On Dec. 19, 2023, in an important climate change case, the U.S. Court of Appeals for the D.C. Circuit cited and quoted a law review article written by Jonathan H. Adler, the inaugural Johan Verheij Memorial Professor of Law and Director of the Coleman P. Burke Center for Environmental Law.
In District of Columbia v. Exxon Mobil Corporation, the D.C. Circuit was asked to review whether a consumer protection lawsuit filed by the District against multiple energy companies should be removed to federal court. The companies had argued that because the claims relate to greenhouse gas emissions, and the problem of climate change which does not respect state boundaries, the claims should be heard and federal court and preempted.

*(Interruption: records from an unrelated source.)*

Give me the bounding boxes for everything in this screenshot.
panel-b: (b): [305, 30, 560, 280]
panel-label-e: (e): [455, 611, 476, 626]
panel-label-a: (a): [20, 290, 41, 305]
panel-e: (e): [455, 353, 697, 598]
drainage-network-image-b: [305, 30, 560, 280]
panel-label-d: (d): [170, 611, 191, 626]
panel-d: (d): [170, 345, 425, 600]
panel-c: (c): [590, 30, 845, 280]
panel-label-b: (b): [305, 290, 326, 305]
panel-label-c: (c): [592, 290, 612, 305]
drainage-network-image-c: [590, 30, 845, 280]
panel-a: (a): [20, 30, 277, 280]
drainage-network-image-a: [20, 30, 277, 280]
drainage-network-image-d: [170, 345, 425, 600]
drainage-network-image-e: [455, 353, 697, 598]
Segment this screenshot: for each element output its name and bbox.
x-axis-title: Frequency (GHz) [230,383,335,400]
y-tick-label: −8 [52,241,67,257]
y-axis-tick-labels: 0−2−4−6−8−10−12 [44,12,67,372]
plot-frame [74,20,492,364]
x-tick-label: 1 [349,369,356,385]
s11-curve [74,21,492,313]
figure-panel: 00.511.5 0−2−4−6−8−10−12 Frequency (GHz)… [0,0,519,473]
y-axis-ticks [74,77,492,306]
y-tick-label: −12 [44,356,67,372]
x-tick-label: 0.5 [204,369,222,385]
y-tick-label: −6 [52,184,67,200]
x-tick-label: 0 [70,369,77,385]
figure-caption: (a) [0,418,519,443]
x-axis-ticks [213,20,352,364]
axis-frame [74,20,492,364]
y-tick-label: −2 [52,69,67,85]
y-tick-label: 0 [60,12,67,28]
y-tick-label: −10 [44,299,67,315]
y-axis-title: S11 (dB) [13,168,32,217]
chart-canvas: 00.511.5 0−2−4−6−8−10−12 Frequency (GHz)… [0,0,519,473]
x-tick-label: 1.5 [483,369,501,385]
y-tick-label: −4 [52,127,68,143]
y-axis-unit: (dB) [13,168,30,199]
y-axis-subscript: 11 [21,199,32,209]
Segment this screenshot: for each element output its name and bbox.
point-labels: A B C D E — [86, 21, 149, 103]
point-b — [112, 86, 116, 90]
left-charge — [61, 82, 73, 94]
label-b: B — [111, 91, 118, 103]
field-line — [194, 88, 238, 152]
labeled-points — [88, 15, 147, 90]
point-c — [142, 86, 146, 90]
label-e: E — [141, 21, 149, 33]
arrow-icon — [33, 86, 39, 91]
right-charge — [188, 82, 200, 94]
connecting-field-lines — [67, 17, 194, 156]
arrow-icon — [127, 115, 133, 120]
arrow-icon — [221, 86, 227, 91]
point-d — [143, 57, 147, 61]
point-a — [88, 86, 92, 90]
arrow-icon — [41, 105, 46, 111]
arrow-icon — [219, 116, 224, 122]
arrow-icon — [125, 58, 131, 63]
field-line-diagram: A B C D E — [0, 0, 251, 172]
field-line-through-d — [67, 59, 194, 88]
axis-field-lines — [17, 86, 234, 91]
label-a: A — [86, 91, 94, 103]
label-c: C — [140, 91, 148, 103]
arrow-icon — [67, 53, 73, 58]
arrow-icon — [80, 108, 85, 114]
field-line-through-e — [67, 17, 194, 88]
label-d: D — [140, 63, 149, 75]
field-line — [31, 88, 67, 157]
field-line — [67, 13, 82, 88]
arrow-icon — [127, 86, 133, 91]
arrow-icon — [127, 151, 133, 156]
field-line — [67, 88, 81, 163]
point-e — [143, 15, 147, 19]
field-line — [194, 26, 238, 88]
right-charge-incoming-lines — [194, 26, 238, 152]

In concluding that federal environmental laws do not completely preempt climate change lawsuits raising state law claims, the court’s opinion cited and quoted from Adler’s 2022 article, “Displacement and Preemption of Climate Nuisance Claims,” published in the Journal of Law, Economics, and Policy. As Adler explained in this article, the displacement of federal common law claims relating to interstate pollution does not result in the preemption of state-law-based claims. To the contrary, Supreme Court precedent has expressly recognized that state-law-based claims arising from interstate pollution may still be heard in state courts.
The article is available in the law school’s Scholarly Commons repository of faculty scholarship.